Can a single, well-grounded model of investor psychology jointly explain the pervasive return anomalies

that challenge market efficiency: (1) public-event return predictability, (2) short-term momentum,

(3) long-term reversal, (4) excess volatility, and (5) post-earnings-announcement drift? The authors

argue these patterns are too strong and regular to be chance, and that rational-risk-premium

explanations would require implausibly extreme variation in marginal utility.


The model

  • Risk-neutral, overconfident informed investors receive a noisy private signal and a public
  • signal; overconfidence means they overweight the precision of the private signal.

  • This overweighting pushes price past fundamental value on private information → overreaction, while
  • the public signal is underweighted → underreaction to public news.
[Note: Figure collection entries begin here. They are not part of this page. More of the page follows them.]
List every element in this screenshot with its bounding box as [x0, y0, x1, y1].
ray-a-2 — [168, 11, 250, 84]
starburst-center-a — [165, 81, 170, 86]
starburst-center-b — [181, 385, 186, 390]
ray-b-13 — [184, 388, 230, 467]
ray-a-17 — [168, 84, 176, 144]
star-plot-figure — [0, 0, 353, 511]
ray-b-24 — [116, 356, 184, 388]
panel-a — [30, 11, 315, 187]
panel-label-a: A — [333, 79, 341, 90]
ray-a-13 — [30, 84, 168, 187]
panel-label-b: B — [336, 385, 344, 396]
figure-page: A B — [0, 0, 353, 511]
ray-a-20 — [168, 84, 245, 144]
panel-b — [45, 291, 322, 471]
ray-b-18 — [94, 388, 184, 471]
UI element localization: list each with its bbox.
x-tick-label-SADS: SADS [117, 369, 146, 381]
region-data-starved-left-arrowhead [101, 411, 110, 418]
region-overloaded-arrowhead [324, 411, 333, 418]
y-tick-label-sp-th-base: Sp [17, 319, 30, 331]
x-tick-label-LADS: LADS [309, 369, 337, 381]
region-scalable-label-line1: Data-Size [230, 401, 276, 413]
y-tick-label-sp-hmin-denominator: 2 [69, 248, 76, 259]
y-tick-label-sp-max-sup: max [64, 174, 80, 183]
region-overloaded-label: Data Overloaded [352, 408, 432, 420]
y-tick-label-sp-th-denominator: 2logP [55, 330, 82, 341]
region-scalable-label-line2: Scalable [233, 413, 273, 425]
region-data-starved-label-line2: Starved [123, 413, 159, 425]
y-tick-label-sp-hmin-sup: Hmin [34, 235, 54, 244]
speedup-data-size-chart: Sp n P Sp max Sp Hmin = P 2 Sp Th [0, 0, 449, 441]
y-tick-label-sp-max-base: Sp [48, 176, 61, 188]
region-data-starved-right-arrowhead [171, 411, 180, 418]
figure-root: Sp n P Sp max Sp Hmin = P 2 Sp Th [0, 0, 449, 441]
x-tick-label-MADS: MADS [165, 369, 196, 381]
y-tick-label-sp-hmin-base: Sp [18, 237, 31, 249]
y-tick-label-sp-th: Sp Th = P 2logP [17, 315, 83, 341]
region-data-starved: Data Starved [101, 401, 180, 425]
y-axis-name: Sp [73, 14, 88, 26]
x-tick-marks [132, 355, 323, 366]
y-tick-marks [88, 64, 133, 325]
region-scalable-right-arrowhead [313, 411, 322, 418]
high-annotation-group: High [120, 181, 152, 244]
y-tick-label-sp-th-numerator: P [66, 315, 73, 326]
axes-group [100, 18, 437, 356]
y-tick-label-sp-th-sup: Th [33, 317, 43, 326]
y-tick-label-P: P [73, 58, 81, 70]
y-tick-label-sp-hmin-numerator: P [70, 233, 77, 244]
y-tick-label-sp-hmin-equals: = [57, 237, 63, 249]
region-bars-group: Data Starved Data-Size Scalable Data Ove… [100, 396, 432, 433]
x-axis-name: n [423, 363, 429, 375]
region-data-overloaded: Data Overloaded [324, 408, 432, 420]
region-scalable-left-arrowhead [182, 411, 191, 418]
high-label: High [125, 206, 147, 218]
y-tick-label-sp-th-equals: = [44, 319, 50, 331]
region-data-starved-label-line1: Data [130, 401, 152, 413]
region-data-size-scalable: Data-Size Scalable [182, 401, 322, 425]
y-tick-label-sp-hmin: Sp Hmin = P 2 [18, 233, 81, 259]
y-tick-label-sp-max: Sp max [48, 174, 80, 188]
  • Biased self-attribution: when a later public signal confirms the prior private signal, the investor's
  • confidence rises further, so overreaction continues rather than correcting immediately.

  • Eventually accumulating public information draws price back to fundamentals → correction/reversal.

  • Key predictions

  • Overconfidence alone ⇒ negative long-lag autocorrelations (long-term reversal), excess volatility,
  • and event-based predictability when managerial actions correlate with mispricing.

  • Self-attribution added ⇒ positive short-lag autocorrelations (momentum) and short-run earnings
  • drift, but negative correlation between future returns and long-term past stock/accounting

    performance.

  • Public events that occur in response to mispricing (e.g., issuance, repurchase) predict subsequent
  • same-sign drift then opposite-sign long-run performance.


    Empirical status

    Matches the documented joint pattern of underreaction at short horizons and overreaction at long

    horizons; sits alongside Barberis-Shleifer-Vishny (1998) and Hong-Stein (1999) as a foundational

    behavioral explanation of momentum, reversal, and post-event drift that the efficient-markets view

    must contend with. Several of its implications were untested at publication.


    Limitations

  • The biases are assumed (and calibrated), not derived from primitives; it rationalizes known anomalies
  • more than it predicts new ones.

  • A stylized model that abstracts from arbitrage forces and investor heterogeneity; overconfident traders
  • are not competed away.


    Key references

  • Daniel, K., Hirshleifer, D. & Subrahmanyam, A. (1998) — Investor Psychology and Security Market Under- and Overreactions — Journal of Finance
  • Barberis, N., Shleifer, A. & Vishny, R. (1998) — A Model of Investor Sentiment — Journal of Financial Economics
  • Hong, H. & Stein, J. (1999) — A Unified Theory of Underreaction, Momentum Trading and Overreaction — Journal of Finance


  • Provenance: verified/generated from the paper's full text.


    Community-maintained wiki — anyone can suggest an edit or view its revision history. Not peer-reviewed; verify claims against the original paper.